The sight of David Lammy and Richard Hermer arriving together in Strasbourg to demand new constraints on human rights law would have been unthinkable even a year ago. But as one ally says, quoting The Leopard, “If we want things to stay as they are, things will have to change.”
It was that sentiment that convinced Lammy’s predecessor, Shabana Mahmood, now home secretary, that the UK should join the push to seek a declaration to reform how the European convention of human rights should be interpreted.
It was Mahmood who has made the determined argument from inside government that [Labour](https://www.theguardian.com/p…
The sight of David Lammy and Richard Hermer arriving together in Strasbourg to demand new constraints on human rights law would have been unthinkable even a year ago. But as one ally says, quoting The Leopard, “If we want things to stay as they are, things will have to change.”
It was that sentiment that convinced Lammy’s predecessor, Shabana Mahmood, now home secretary, that the UK should join the push to seek a declaration to reform how the European convention of human rights should be interpreted.
It was Mahmood who has made the determined argument from inside government that Labour must act to prevent the perceived overreach of human rights law or risk far worse if they lose the next election to the hard right.
And it is that message – reform or die – that has won over a considerable number of Labour MPs, including Lammy, a veteran of the struggle for racial justice and Hermer, one of the most eminent human rights barristers of his generation, who were once considered sceptics of that mission.
For many, it will be jarring to see how the UK has come to argue alongside countries like Hungary and Italy that the ECHR must advise domestic judges they should narrow the definition of “inhuman and degrading treatment” as well as put curbs on the right to family life.
But Lammy and Hermer are in Strasbourg alongside others on the centre-left in Europe too – Norway, Denmark, Iceland, Ireland – because of their view that the only way now to salvage the ECHR is to reform how it can be applied.
Ministers believe the UK can be a particularly influential voice in the debate. Under Keir Starmer, another former human rights lawyer, there is no question of the UK leaving the convention itself. That matter is not up for discussion.
But the UK wants to be able to demonstrate quickly that national interest can be served and the public protected while remaining a member of the ECHR.
Since this autumn, the argument has become even more acute, with the Conservatives also now committed to leaving the ECHR, alongside Reform UK who have long made that argument.
Starmer himself – who wrote his first article for the Guardian back in 2009 in defence of human rights law – is convinced that there are genuine instances of the convention being interpreted too widely, especially by the lower tribunal.
Too often, those are caricatures in the right-wing press, myths about how foreign judges won’t let criminals be deported because their children prefer the taste of British chicken nuggets.
But there have been more serious cases in recent years that have worried ministers, of child rapists permitted to stay in the UK because of the overcrowded nature of Brazilian prisons or some instances where healthcare systems not deemed as advanced in other countries have prevented the deportation of criminals.
This, ministers say, is their target for narrowing the interpretation of the law, not preventing genuine survivors of torture from claiming asylum.
In almost every case – despite what Nigel Farage or Robert Jenrick say – it is not actually judgments from Strasbourg causing the issue, but the way that domestic immigration tribunals have been interpreting the convention.
What the UK and its 27 allies in this push are is seeking is a spring declaration from the ECHR which sets out stricter ways that domestic courts should interpret both family life and degrading treatment.
Taken together, ministers hope those changes will see far fewer cases of dangerous individuals having their deportations prevented by the courts – and thus less ammo for the far right to use.
The counter argument which many charities and campaigners have made is that the answer to the far-right challenge to human rights law is not to try to appease them, but to defend the principle even more robustly.
Unless Starmer is also prepared to be more vocal on that principle, there is a real risk that actions he hopes will ultimately help preserve human rights will alienate even more of his progressive voters and do little to convince any anti-immigration voters on the right that he has gone far enough.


◆ What to produce:
Go through the entries below and return every line that contains "JSON".

Start of Block

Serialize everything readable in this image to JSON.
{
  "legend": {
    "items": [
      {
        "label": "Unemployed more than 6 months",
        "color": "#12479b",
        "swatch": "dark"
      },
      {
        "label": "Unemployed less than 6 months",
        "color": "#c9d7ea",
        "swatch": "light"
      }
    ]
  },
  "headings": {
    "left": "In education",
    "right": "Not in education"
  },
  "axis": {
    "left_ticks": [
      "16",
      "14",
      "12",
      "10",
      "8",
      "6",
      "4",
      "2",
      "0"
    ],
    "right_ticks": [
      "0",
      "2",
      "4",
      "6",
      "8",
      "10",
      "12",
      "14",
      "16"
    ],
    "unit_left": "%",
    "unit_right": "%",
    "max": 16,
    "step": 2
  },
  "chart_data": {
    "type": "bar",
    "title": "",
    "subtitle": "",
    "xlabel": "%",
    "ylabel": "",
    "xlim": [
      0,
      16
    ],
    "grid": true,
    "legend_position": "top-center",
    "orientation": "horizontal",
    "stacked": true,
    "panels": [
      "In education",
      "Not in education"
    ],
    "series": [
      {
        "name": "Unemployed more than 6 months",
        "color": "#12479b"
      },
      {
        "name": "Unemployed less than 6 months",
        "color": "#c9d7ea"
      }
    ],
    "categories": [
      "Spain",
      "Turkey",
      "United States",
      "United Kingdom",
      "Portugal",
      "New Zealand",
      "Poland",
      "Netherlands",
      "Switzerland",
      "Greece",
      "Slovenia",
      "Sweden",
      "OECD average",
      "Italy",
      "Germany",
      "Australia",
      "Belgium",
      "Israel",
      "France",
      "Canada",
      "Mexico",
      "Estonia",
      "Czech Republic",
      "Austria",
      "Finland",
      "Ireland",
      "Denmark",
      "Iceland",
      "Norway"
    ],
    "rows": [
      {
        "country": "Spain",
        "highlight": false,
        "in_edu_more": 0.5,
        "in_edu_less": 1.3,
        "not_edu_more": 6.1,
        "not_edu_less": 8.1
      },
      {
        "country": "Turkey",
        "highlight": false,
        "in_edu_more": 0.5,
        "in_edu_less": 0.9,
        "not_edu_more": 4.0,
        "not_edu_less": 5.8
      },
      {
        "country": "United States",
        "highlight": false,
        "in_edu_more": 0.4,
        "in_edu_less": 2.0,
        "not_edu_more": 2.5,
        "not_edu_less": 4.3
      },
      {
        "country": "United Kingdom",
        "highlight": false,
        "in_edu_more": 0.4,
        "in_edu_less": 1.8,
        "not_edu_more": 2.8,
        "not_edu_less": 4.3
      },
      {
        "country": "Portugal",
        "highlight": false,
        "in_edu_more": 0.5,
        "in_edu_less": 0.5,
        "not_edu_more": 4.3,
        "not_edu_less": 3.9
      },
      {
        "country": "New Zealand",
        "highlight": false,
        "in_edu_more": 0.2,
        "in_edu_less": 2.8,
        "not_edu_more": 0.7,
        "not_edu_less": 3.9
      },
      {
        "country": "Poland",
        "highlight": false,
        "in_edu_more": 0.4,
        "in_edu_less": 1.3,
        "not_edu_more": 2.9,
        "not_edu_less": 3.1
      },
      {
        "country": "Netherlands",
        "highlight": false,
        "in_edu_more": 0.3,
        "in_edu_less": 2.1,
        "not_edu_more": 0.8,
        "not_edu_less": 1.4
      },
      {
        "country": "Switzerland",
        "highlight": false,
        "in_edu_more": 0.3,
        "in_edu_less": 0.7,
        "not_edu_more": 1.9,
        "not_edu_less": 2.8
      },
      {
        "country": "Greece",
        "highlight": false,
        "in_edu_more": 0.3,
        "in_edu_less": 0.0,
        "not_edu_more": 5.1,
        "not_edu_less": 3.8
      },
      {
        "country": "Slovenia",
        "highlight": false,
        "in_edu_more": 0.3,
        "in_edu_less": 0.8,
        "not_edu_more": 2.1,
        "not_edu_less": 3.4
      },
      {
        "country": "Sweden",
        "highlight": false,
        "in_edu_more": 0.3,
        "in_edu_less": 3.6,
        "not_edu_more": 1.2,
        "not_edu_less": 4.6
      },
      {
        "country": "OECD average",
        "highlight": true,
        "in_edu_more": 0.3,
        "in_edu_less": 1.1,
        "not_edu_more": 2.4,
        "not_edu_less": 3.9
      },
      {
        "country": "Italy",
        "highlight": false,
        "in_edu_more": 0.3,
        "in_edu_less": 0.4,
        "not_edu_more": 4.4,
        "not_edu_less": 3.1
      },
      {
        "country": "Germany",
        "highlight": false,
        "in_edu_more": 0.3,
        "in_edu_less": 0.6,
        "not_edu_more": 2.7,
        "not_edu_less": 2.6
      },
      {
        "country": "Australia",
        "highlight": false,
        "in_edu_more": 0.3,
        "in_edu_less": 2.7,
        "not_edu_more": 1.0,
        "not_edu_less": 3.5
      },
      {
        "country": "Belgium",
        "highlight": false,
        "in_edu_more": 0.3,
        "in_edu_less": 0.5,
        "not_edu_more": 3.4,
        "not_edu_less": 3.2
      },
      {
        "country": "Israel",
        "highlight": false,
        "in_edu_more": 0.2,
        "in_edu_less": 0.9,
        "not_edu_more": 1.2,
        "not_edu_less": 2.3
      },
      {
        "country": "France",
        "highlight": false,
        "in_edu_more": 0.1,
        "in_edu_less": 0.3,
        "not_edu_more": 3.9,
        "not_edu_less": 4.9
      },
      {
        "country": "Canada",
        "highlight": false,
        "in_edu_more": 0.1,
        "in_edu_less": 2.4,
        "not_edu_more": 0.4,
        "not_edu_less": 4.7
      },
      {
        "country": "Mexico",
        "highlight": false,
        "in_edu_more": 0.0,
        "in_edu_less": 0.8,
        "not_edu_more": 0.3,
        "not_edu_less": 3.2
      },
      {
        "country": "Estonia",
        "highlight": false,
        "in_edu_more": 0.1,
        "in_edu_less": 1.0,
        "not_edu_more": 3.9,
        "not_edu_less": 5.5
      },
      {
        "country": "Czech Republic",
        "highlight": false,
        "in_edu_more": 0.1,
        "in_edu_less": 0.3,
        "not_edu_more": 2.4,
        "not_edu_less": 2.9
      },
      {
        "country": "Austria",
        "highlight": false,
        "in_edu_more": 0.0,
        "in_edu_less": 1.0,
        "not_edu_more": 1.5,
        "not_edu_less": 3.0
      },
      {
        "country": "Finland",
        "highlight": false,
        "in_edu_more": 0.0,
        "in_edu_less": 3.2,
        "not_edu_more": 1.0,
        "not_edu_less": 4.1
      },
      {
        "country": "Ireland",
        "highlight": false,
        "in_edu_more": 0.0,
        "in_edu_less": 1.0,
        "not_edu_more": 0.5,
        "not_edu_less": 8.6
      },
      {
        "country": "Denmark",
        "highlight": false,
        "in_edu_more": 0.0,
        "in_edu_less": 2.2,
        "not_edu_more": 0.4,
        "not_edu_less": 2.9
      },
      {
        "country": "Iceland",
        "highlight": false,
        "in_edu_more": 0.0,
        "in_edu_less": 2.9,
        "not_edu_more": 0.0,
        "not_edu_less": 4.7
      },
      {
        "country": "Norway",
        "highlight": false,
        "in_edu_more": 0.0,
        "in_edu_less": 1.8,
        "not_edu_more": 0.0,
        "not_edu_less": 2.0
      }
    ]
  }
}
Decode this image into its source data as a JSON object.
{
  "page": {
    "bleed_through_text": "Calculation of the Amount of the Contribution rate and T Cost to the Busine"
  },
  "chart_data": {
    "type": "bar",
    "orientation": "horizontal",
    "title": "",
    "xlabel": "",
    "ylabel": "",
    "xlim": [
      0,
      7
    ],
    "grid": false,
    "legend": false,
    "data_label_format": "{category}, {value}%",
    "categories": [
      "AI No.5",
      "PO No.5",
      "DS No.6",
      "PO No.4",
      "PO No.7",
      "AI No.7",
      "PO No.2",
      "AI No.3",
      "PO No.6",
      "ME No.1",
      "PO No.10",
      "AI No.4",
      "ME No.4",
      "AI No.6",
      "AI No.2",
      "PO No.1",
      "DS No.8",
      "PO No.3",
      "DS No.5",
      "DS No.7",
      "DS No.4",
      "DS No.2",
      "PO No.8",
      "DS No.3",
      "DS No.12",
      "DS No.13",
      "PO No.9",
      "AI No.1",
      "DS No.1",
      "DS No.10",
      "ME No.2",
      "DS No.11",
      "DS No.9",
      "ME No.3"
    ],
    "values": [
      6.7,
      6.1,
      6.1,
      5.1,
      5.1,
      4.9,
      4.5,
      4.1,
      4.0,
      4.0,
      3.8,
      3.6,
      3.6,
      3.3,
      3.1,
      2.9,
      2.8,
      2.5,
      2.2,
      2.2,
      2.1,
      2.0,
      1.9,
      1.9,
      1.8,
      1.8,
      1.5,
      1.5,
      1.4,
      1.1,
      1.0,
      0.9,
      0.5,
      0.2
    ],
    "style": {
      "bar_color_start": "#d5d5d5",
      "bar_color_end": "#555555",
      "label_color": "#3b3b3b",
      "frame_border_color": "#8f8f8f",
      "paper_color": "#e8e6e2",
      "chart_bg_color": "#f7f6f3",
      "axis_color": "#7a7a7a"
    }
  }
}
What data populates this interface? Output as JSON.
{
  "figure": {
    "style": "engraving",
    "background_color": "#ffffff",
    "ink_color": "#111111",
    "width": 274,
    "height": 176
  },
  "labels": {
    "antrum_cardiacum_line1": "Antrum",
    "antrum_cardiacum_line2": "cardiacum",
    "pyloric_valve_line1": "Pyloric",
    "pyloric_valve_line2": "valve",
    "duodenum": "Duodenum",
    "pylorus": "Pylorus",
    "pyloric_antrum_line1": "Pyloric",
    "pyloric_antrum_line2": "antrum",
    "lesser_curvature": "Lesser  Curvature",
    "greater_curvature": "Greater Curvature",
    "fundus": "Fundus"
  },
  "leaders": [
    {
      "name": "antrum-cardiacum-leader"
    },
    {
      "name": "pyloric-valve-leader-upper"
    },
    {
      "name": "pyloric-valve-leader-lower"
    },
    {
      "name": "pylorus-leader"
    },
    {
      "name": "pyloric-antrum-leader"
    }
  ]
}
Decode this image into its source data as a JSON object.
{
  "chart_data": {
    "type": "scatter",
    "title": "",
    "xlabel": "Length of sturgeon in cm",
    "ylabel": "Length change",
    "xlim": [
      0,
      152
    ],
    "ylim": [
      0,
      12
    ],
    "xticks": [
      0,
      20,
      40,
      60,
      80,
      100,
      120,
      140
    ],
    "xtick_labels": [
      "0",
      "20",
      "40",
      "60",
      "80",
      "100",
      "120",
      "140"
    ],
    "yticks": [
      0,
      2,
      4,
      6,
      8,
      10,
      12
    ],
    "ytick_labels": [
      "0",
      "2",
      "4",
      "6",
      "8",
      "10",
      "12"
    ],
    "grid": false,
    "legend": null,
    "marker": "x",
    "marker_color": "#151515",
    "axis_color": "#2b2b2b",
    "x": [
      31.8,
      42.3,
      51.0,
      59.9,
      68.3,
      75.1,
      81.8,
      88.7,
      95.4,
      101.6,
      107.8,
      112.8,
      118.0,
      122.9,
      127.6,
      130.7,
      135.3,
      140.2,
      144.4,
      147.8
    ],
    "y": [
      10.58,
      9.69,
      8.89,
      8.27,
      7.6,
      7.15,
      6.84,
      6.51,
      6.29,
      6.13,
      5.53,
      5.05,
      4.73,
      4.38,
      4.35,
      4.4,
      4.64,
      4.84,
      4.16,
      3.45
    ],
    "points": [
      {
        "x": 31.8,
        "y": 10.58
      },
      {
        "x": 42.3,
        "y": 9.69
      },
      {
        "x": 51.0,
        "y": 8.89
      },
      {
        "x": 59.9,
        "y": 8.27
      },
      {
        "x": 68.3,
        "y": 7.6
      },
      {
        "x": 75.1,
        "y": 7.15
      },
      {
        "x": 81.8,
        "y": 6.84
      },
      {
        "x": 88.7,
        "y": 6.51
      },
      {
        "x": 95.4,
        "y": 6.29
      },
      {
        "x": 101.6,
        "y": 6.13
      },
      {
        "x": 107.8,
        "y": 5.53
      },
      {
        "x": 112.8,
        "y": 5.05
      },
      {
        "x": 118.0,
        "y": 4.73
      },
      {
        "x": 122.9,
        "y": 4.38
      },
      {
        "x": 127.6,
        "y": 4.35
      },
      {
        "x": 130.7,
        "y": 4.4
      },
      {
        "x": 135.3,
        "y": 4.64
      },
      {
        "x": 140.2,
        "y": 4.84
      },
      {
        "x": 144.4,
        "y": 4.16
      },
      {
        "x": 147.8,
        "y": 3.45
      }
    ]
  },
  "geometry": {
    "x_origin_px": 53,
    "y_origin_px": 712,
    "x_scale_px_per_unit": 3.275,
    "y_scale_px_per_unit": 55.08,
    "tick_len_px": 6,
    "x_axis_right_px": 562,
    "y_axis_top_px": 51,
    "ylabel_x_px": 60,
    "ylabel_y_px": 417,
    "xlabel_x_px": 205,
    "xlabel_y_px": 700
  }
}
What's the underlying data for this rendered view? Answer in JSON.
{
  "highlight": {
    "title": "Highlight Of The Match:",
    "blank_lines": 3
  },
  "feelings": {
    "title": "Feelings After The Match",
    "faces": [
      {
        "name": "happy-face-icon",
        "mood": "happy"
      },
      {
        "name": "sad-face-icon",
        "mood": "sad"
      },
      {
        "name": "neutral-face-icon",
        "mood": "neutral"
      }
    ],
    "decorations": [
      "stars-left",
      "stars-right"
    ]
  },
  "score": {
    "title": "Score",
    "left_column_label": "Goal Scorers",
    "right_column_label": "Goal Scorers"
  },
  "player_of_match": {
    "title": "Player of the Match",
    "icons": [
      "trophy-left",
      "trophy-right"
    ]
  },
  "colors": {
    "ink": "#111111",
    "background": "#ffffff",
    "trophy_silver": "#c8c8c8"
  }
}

End of Block

◆ Response to the exercise:
Serialize everything readable in this image to JSON.
Decode this image into its source data as a JSON object.
What data populates this interface? Output as JSON.
Decode this image into its source data as a JSON object.
What's the underlying data for this rendered view? Answer in JSON.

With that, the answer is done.